Nora Ephron’s Tony Award-Winning Play Lauds Hairston ’71

James Hap Hairston ’71

Hap Hairston ’71. Photo ©Daily News, L.P. (New York), used with permission.

UNLIKE STAR REPORTERS, newspaper editors toil behind the scenes, rarely commanding the spotlight. But for James “Hap” Hairston ’71 (right) stardom has arrived—11 years after his untimely passing. Hairston’s life and work are portrayed in the late Nora Ephron’s final work, Lucky Guy. The play was produced on Broadway starring Tom Hanks as the controversial tabloid columnist Mike McAlary.

As editor of The New York Daily News, Hairston guided McAlary on the Abner Louima police brutality story that captured a Pulitzer Prize for commentary in 1998. Lucky Guy ended its limited engagement July 3. Courtney B. Vance, who portrays Hairston, won a Tony Award for best featured actor.

Hairston, an American Civilization graduate, is remembered by his classmate Riley K. Temple ’71, trustee emeritus: “He was quick, witty, and had a wicked twinkle in his eye. Quite puckish, he was.”

Launching his journalism career as an intern in the photography department of Easton’s The Express, Hairston moved up to become a reporter, assistant news editor, and city editor, the first African American news executive in the paper’s history.

Advancing his career eastward and upward at the Bergen Record (N.J.) and The New York Daily News, Hairston guided many reporters and played a key role in the tabloid newspaper wars of the 1980s portrayed in Lucky Guy. He oversaw the city desk when Long Island Newsday launched its New York edition. He captured three Pulitzer Prizes during his career and even played a nonspeaking role as an editor in The Paper, the 1994 film directed by Ron Howard.

For Hairston’s widow, Sheryl Zacharia, a New York sculptor, seeing Lucky Guy was bittersweet. “I think [Hap] would have been happy with Courtney Vance as he was a big Law & Order fan. The whole experience of being honored this way, he would have loved,” says Zacharia, who adds that the role although factually correct is missing his incredible quirky personality.

“The funniest scene is right out of Hap’s mouth,” says Zacharia, who explains that Ephron interviewed her husband several times during her research for the script. “The scene, sadly, was when [Hairston and McAlary] were both in the hospital and in a lot of pain after surgeries and both had morphine drips. They decided to use their pumps simultaneously and get high together; you know they were drinking buddies. It was hilarious and very well acted. They were always finding the humor in things! It got the biggest laughs in the play.”

Hairston died Dec. 21, 2002, of an apparent heart attack in his hometown of Pittsburgh, where he was caring for his ailing mother, Ruth. He had struggled with poor health since an earlier heart attack in 1996. McAlary died of colon cancer in 1998.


Instructions for the task
For each line below with the word "countries", write out a copy.

Stored data entries
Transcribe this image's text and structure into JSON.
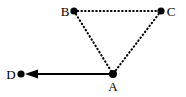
{
  "figure": {
    "kind": "vector-geometry-diagram",
    "width": 186,
    "height": 97,
    "background_color": "#ffffff",
    "ink_color": "#000000"
  },
  "points": [
    {
      "id": "B",
      "label": "B",
      "x": 74,
      "y": 11,
      "dot_radius": 3.6,
      "label_x": 65,
      "label_y": 16,
      "label_anchor": "middle",
      "label_position": "left"
    },
    {
      "id": "C",
      "label": "C",
      "x": 161,
      "y": 11,
      "dot_radius": 3.6,
      "label_x": 171,
      "label_y": 16,
      "label_anchor": "middle",
      "label_position": "right"
    },
    {
      "id": "A",
      "label": "A",
      "x": 113,
      "y": 74,
      "dot_radius": 4.0,
      "label_x": 113,
      "label_y": 91,
      "label_anchor": "middle",
      "label_position": "below"
    },
    {
      "id": "D",
      "label": "D",
      "x": 21,
      "y": 74,
      "dot_radius": 3.6,
      "label_x": 11,
      "label_y": 79,
      "label_anchor": "middle",
      "label_position": "left"
    }
  ],
  "edges": [
    {
      "id": "BC",
      "from": "B",
      "to": "C",
      "x1": 74,
      "y1": 11,
      "x2": 161,
      "y2": 11,
      "style": "dotted",
      "stroke_width": 2.1,
      "dash_pattern": "0.5 3.2",
      "arrow": false
    },
    {
      "id": "BA",
      "from": "B",
      "to": "A",
      "x1": 74,
      "y1": 11,
      "x2": 113,
      "y2": 74,
      "style": "dotted",
      "stroke_width": 2.1,
      "dash_pattern": "0.5 3.2",
      "arrow": false
    },
    {
      "id": "CA",
      "from": "C",
      "to": "A",
      "x1": 161,
      "y1": 11,
      "x2": 113,
      "y2": 74,
      "style": "dotted",
      "stroke_width": 2.1,
      "dash_pattern": "0.5 3.2",
      "arrow": false
    },
    {
      "id": "AD",
      "from": "A",
      "to": "D",
      "x1": 113,
      "y1": 74,
      "x2": 26,
      "y2": 74,
      "style": "solid",
      "stroke_width": 1.8,
      "dash_pattern": "",
      "arrow": true
    }
  ],
  "arrowhead": {
    "id": "AD-arrowhead",
    "tip_x": 25,
    "tip_y": 74,
    "back_x": 38,
    "half_width": 4.6,
    "direction": "left",
    "points": "25,74 38,69.4 38,78.6"
  }
}
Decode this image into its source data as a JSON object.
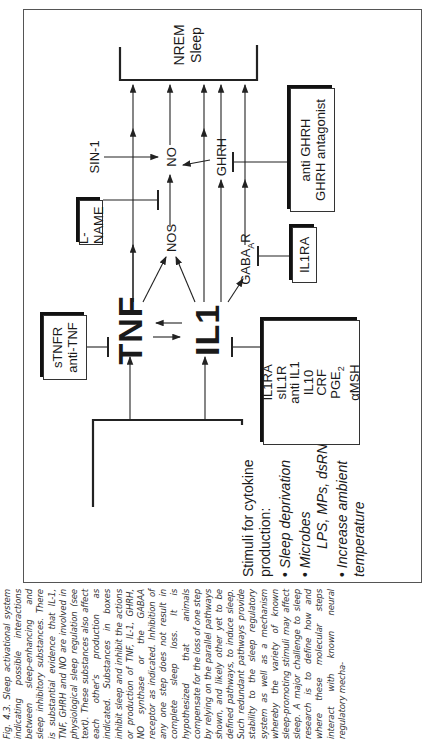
{
  "figure": {
    "caption": {
      "label": "Fig. 4.3.",
      "text": "Sleep activational system indicating possible interactions between sleep-enhancing and sleep inhibitory substances. There is substantial evidence that IL-1, TNF, GHRH and NO are involved in physiological sleep regulation (see text). These substances also affect each other's production as indicated. Substances in boxes inhibit sleep and inhibit the actions or production of TNF, IL-1, GHRH, NO synthase or the GABAA receptor as indicated. Inhibition of any one step does not result in complete sleep loss. It is hypothesized that animals compensate for the loss of one step by relying on the parallel pathways shown, and likely other yet to be defined pathways, to induce sleep. Such redundant pathways provide stability to the sleep regulatory system as well as a mechanism whereby the variety of known sleep-promoting stimuli may affect sleep. A major challenge to sleep research is to define how and where these molecular steps interact with known neural regulatory mecha-"
    },
    "diagram": {
      "stimuli": {
        "title": "Stimuli for cytokine production:",
        "items": [
          "Sleep deprivation",
          "Microbes",
          "LPS, MPs, dsRNA",
          "Increase ambient temperature"
        ]
      },
      "nodes": {
        "tnf": "TNF",
        "il1": "IL1",
        "nos": "NOS",
        "no": "NO",
        "ghrh": "GHRH",
        "gaba": "GABA",
        "gaba_sub": "A",
        "gaba_suffix": "R",
        "sin1": "SIN-1",
        "outcome_line1": "NREM",
        "outcome_line2": "Sleep"
      },
      "inhibitor_boxes": {
        "tnf_box": [
          "sTNFR",
          "anti-TNF"
        ],
        "lname_box": [
          "L-NAME"
        ],
        "il1ra_box": [
          "IL1RA"
        ],
        "ghrh_box": [
          "anti GHRH",
          "GHRH antagonist"
        ],
        "il1_box": [
          "IL1RA",
          "sIL1R",
          "anti IL1",
          "IL10",
          "CRF",
          "PGE",
          "αMSH"
        ],
        "pge_sub": "2"
      }
    }
  }
}
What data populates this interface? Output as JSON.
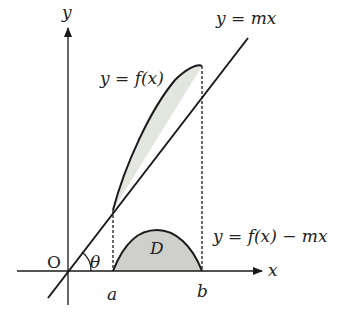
{
  "diagram": {
    "labels": {
      "y_axis": "y",
      "x_axis": "x",
      "origin": "O",
      "angle": "θ",
      "a": "a",
      "b": "b",
      "region": "D",
      "line": "y = mx",
      "curve": "y = f(x)",
      "difference": "y = f(x) − mx"
    },
    "colors": {
      "stroke": "#1a1a1a",
      "fill_upper": "#e3e5df",
      "fill_D": "#cfd0cc"
    }
  }
}
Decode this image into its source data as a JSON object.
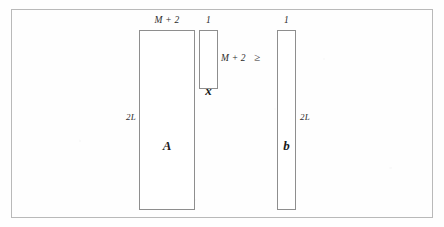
{
  "diagram": {
    "relation": "≥",
    "blocks": [
      {
        "id": "A",
        "symbol": "A",
        "top_dim": "M + 2",
        "left_dim": "2L",
        "right_dim": "",
        "role": "coefficient-matrix"
      },
      {
        "id": "x",
        "symbol": "x",
        "top_dim": "1",
        "left_dim": "",
        "right_dim": "M + 2",
        "role": "variable-vector"
      },
      {
        "id": "b",
        "symbol": "b",
        "top_dim": "1",
        "left_dim": "",
        "right_dim": "2L",
        "role": "rhs-vector"
      }
    ]
  },
  "colors": {
    "frame": "#b9b9b9",
    "block_border": "#8e8e8e",
    "text": "#1b1b1b",
    "dim_text": "#2b2b2b",
    "background": "#fefefe"
  }
}
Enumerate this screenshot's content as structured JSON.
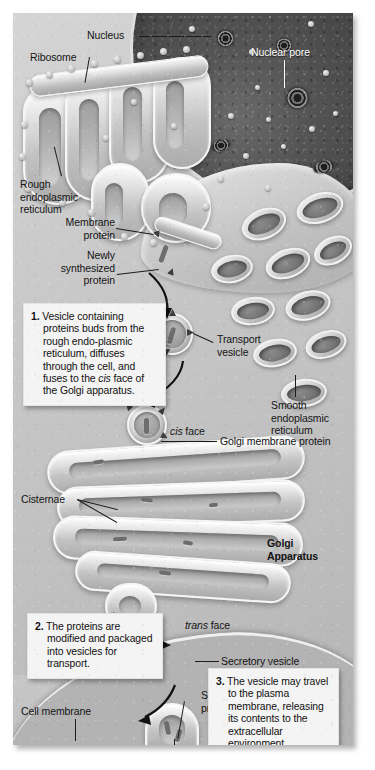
{
  "labels": {
    "nucleus": "Nucleus",
    "nuclear_pore": "Nuclear pore",
    "ribosome": "Ribosome",
    "rough_er": "Rough\nendoplasmic\nreticulum",
    "smooth_er": "Smooth\nendoplasmic\nreticulum",
    "membrane_protein": "Membrane\nprotein",
    "newly_synthesized_protein": "Newly\nsynthesized\nprotein",
    "transport_vesicle": "Transport\nvesicle",
    "cis_face_italic": "cis",
    "cis_face_rest": " face",
    "trans_face_italic": "trans",
    "trans_face_rest": " face",
    "golgi_membrane_protein": "Golgi membrane protein",
    "cisternae": "Cisternae",
    "golgi_apparatus": "Golgi\nApparatus",
    "secretory_vesicle": "Secretory vesicle",
    "secreted_protein": "Secreted\nprotein",
    "cell_membrane": "Cell membrane",
    "extracellular_fluid": "Extracellular fluid"
  },
  "steps": [
    {
      "number": "1.",
      "text_before_italic": " Vesicle containing proteins buds from the rough endo-plasmic reticulum, diffuses through the cell, and fuses to the ",
      "italic_word": "cis",
      "text_after_italic": " face of the Golgi apparatus."
    },
    {
      "number": "2.",
      "text": " The proteins are modified and packaged into vesicles for transport."
    },
    {
      "number": "3.",
      "text": " The vesicle may travel to the plasma membrane, releasing its contents to the extracellular environment."
    }
  ],
  "colors": {
    "cytoplasm": "#c6c6c6",
    "nucleus": "#3a3a3a",
    "membrane_highlight": "#f6f6f6",
    "caption_box": "#f4f4f4",
    "text": "#141414",
    "light_text": "#ffffff"
  }
}
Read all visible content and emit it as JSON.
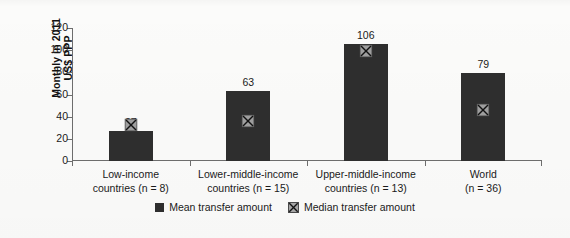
{
  "chart_data": {
    "type": "bar",
    "title": "",
    "subtitle": "",
    "xlabel": "",
    "ylabel": "Monthly in 2011 US$ PPP",
    "ylim": [
      0,
      120
    ],
    "yticks": [
      0,
      20,
      40,
      60,
      80,
      100,
      120
    ],
    "grid": false,
    "legend_position": "bottom-center",
    "categories": [
      "Low-income countries (n = 8)",
      "Lower-middle-income countries (n = 15)",
      "Upper-middle-income countries (n = 13)",
      "World (n = 36)"
    ],
    "category_lines": [
      [
        "Low-income",
        "countries (n = 8)"
      ],
      [
        "Lower-middle-income",
        "countries (n = 15)"
      ],
      [
        "Upper-middle-income",
        "countries (n = 13)"
      ],
      [
        "World",
        "(n = 36)"
      ]
    ],
    "series": [
      {
        "name": "Mean transfer amount",
        "marker": "bar",
        "color": "#2e2e2e",
        "values": [
          27,
          63,
          106,
          79
        ],
        "data_labels": [
          "27",
          "63",
          "106",
          "79"
        ]
      },
      {
        "name": "Median transfer amount",
        "marker": "x-in-square",
        "color": "#9e9e9e",
        "values": [
          33,
          37,
          100,
          47
        ],
        "data_labels": [
          "",
          "",
          "",
          ""
        ]
      }
    ]
  },
  "axis": {
    "y_title": "Monthly in 2011 US$ PPP",
    "y_title_line1": "Monthly in 2011",
    "y_title_line2": "US$ PPP",
    "tick_labels": [
      "120",
      "100",
      "80",
      "60",
      "40",
      "20",
      "0"
    ]
  },
  "legend": {
    "items": [
      {
        "label": "Mean transfer amount",
        "icon": "filled-square-icon"
      },
      {
        "label": "Median transfer amount",
        "icon": "x-marker-icon"
      }
    ]
  },
  "colors": {
    "bar": "#2e2e2e",
    "marker_fill": "#a6a6a6",
    "marker_stroke": "#1a1a1a",
    "axis": "#6d6d6d",
    "text": "#1a1a1a",
    "background": "#fbfbfa"
  }
}
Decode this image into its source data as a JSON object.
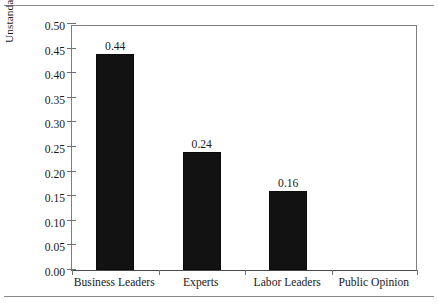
{
  "figure": {
    "background_color": "#ffffff",
    "bar_color": "#121212",
    "axis_color": "#6f6f6f",
    "rule_color": "#8a8a8a"
  },
  "chart_data": {
    "type": "bar",
    "title": "",
    "subtitle": "",
    "xlabel": "",
    "ylabel": "Unstandardized OLS Regression Coefficients",
    "categories": [
      "Business Leaders",
      "Experts",
      "Labor Leaders",
      "Public Opinion"
    ],
    "values": [
      0.44,
      0.24,
      0.16,
      0.0
    ],
    "value_labels": [
      "0.44",
      "0.24",
      "0.16",
      ""
    ],
    "ylim": [
      0.0,
      0.5
    ],
    "ytick_values": [
      0.0,
      0.05,
      0.1,
      0.15,
      0.2,
      0.25,
      0.3,
      0.35,
      0.4,
      0.45,
      0.5
    ],
    "ytick_labels": [
      "0.00",
      "0.05",
      "0.10",
      "0.15",
      "0.20",
      "0.25",
      "0.30",
      "0.35",
      "0.40",
      "0.45",
      "0.50"
    ],
    "ytick_step": 0.05,
    "grid": false,
    "legend": null,
    "legend_position": "none"
  }
}
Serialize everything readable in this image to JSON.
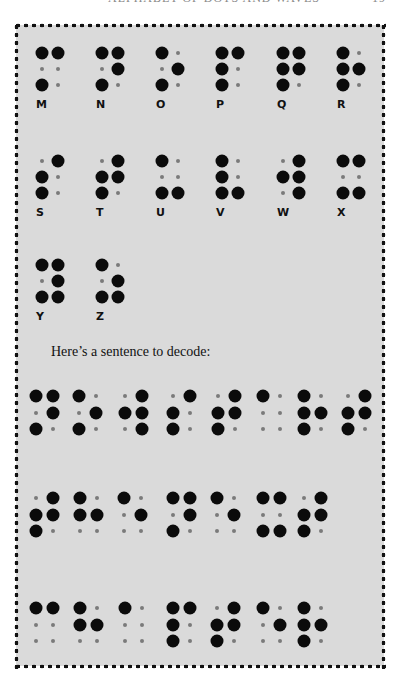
{
  "page": {
    "header_title": "ALPHABET OF DOTS AND WAVES",
    "page_number": "19",
    "background_color": "#dadada",
    "border_style": "dotted"
  },
  "alphabet": [
    {
      "letter": "M",
      "dots": [
        1,
        3,
        4
      ]
    },
    {
      "letter": "N",
      "dots": [
        1,
        3,
        4,
        5
      ]
    },
    {
      "letter": "O",
      "dots": [
        1,
        3,
        5
      ]
    },
    {
      "letter": "P",
      "dots": [
        1,
        2,
        3,
        4
      ]
    },
    {
      "letter": "Q",
      "dots": [
        1,
        2,
        3,
        4,
        5
      ]
    },
    {
      "letter": "R",
      "dots": [
        1,
        2,
        3,
        5
      ]
    },
    {
      "letter": "S",
      "dots": [
        2,
        3,
        4
      ]
    },
    {
      "letter": "T",
      "dots": [
        2,
        3,
        4,
        5
      ]
    },
    {
      "letter": "U",
      "dots": [
        1,
        3,
        6
      ]
    },
    {
      "letter": "V",
      "dots": [
        1,
        2,
        3,
        6
      ]
    },
    {
      "letter": "W",
      "dots": [
        2,
        4,
        5,
        6
      ]
    },
    {
      "letter": "X",
      "dots": [
        1,
        3,
        4,
        6
      ]
    },
    {
      "letter": "Y",
      "dots": [
        1,
        3,
        4,
        5,
        6
      ]
    },
    {
      "letter": "Z",
      "dots": [
        1,
        3,
        5,
        6
      ]
    }
  ],
  "intro_text": "Here’s a sentence to decode:",
  "sentence": {
    "rows": [
      {
        "cells": [
          {
            "x": 36,
            "dots": [
              1,
              3,
              4,
              5
            ]
          },
          {
            "x": 79,
            "dots": [
              1,
              3,
              5
            ]
          },
          {
            "x": 125,
            "dots": [
              2,
              4,
              5,
              6
            ]
          },
          {
            "x": 173,
            "dots": [
              2,
              3,
              4
            ]
          },
          {
            "x": 218,
            "dots": [
              2,
              3,
              4,
              5
            ]
          },
          {
            "x": 263,
            "dots": [
              1
            ]
          },
          {
            "x": 304,
            "dots": [
              1,
              2,
              3,
              5
            ]
          },
          {
            "x": 348,
            "dots": [
              2,
              3,
              4,
              5
            ]
          }
        ]
      },
      {
        "cells": [
          {
            "x": 36,
            "dots": [
              2,
              3,
              4,
              5
            ]
          },
          {
            "x": 80,
            "dots": [
              1,
              2,
              5
            ]
          },
          {
            "x": 124,
            "dots": [
              1,
              5
            ]
          },
          {
            "x": 173,
            "dots": [
              1,
              3,
              4,
              5
            ]
          },
          {
            "x": 217,
            "dots": [
              1,
              5
            ]
          },
          {
            "x": 263,
            "dots": [
              1,
              3,
              4,
              6
            ]
          },
          {
            "x": 304,
            "dots": [
              2,
              3,
              4,
              5
            ]
          }
        ]
      },
      {
        "cells": [
          {
            "x": 36,
            "dots": [
              1,
              4
            ]
          },
          {
            "x": 80,
            "dots": [
              1,
              2,
              5
            ]
          },
          {
            "x": 125,
            "dots": [
              1
            ]
          },
          {
            "x": 173,
            "dots": [
              1,
              2,
              3,
              4
            ]
          },
          {
            "x": 217,
            "dots": [
              2,
              3,
              4,
              5
            ]
          },
          {
            "x": 263,
            "dots": [
              1,
              5
            ]
          },
          {
            "x": 304,
            "dots": [
              1,
              2,
              3,
              5
            ]
          }
        ]
      }
    ],
    "row_tops": [
      396,
      498,
      608
    ],
    "decoded": "NOW START THE NEXT CHAPTER"
  }
}
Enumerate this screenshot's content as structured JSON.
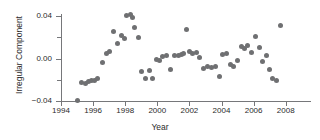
{
  "chart_data": {
    "type": "scatter",
    "title": "",
    "xlabel": "Year",
    "ylabel": "Irregular Component",
    "xlim": [
      1993.6,
      2008.8
    ],
    "ylim": [
      -0.04,
      0.045
    ],
    "grid": false,
    "legend": null,
    "marker_color": "#6f7072",
    "xticks": [
      1994,
      1996,
      1998,
      2000,
      2002,
      2004,
      2006,
      2008
    ],
    "xtick_labels": [
      "1994",
      "1996",
      "1998",
      "2000",
      "2002",
      "2004",
      "2006",
      "2008"
    ],
    "yticks": [
      -0.04,
      -0.02,
      0.0,
      0.02,
      0.04
    ],
    "ytick_labels": [
      "-0.04",
      "",
      "0.00",
      "",
      "0.04"
    ],
    "ytick_labels_major": [
      "0.04",
      "0.00",
      "-0.04"
    ],
    "series": [
      {
        "name": "Irregular Component",
        "x": [
          1995.0,
          1995.3,
          1995.5,
          1995.7,
          1995.9,
          1996.1,
          1996.3,
          1996.6,
          1996.85,
          1997.05,
          1997.3,
          1997.5,
          1997.75,
          1997.95,
          1998.1,
          1998.3,
          1998.45,
          1998.6,
          1998.8,
          1999.0,
          1999.25,
          1999.5,
          1999.7,
          1999.95,
          2000.15,
          2000.35,
          2000.6,
          2000.85,
          2001.1,
          2001.3,
          2001.5,
          2001.65,
          2001.85,
          2002.0,
          2002.2,
          2002.45,
          2002.65,
          2002.9,
          2003.15,
          2003.4,
          2003.6,
          2003.85,
          2004.05,
          2004.3,
          2004.55,
          2004.75,
          2005.0,
          2005.25,
          2005.45,
          2005.65,
          2005.9,
          2006.1,
          2006.35,
          2006.55,
          2006.8,
          2007.0,
          2007.2,
          2007.45,
          2007.65
        ],
        "y": [
          -0.0395,
          -0.0225,
          -0.0235,
          -0.0215,
          -0.0205,
          -0.0205,
          -0.0185,
          -0.0035,
          0.0045,
          0.0065,
          0.0255,
          0.0145,
          0.0215,
          0.0185,
          0.0405,
          0.0415,
          0.0385,
          0.0295,
          0.0195,
          -0.0125,
          -0.0185,
          -0.0115,
          -0.0185,
          -0.0005,
          -0.0015,
          0.0015,
          0.0025,
          -0.0105,
          0.0025,
          0.0025,
          0.0035,
          0.0045,
          0.0275,
          0.0065,
          0.0045,
          0.0055,
          0.0005,
          -0.0095,
          -0.0075,
          -0.0085,
          -0.0075,
          -0.0165,
          0.0035,
          0.0045,
          -0.0055,
          -0.0075,
          -0.0015,
          0.0115,
          0.0095,
          0.0125,
          0.0055,
          0.0205,
          0.0105,
          -0.0025,
          0.0025,
          -0.0105,
          -0.0185,
          -0.0205,
          0.0315
        ]
      }
    ]
  }
}
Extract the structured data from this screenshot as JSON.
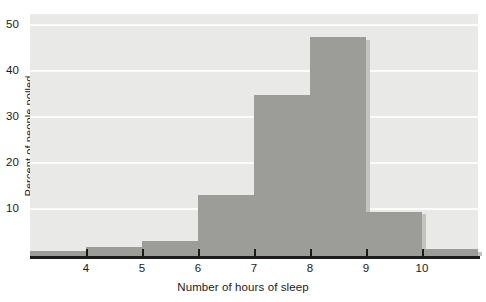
{
  "chart_data": {
    "type": "bar",
    "title": "",
    "xlabel": "Number of hours of sleep",
    "ylabel": "Percent of people polled",
    "categories": [
      "3-4",
      "4-5",
      "5-6",
      "6-7",
      "7-8",
      "8-9",
      "9-10",
      "10-11"
    ],
    "bin_edges": [
      3,
      4,
      5,
      6,
      7,
      8,
      9,
      10,
      11
    ],
    "values": [
      1,
      2,
      3.3,
      13.2,
      35,
      47.5,
      9.6,
      1.5
    ],
    "x_tick_labels": [
      "4",
      "5",
      "6",
      "7",
      "8",
      "9",
      "10"
    ],
    "x_tick_values": [
      4,
      5,
      6,
      7,
      8,
      9,
      10
    ],
    "y_tick_labels": [
      "10",
      "20",
      "30",
      "40",
      "50"
    ],
    "y_tick_values": [
      10,
      20,
      30,
      40,
      50
    ],
    "xlim": [
      3,
      11
    ],
    "ylim": [
      0,
      52.6
    ],
    "grid": "horizontal",
    "legend": "none",
    "bar_color": "#9c9c99",
    "bar_shadow_color": "#c3c3c0",
    "plot_background": "#e9e9e7",
    "gridline_color": "#fcfcfb",
    "axis_color": "#1b1b1b"
  }
}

Solution to this exercise
      "Low-income countries (n = 8)",
      "Lower-middle-income countries (n = 15)",
      "Upper-middle-income countries (n = 13)",
        "countries (n = 8)"
        "countries (n = 15)"
        "countries (n = 13)"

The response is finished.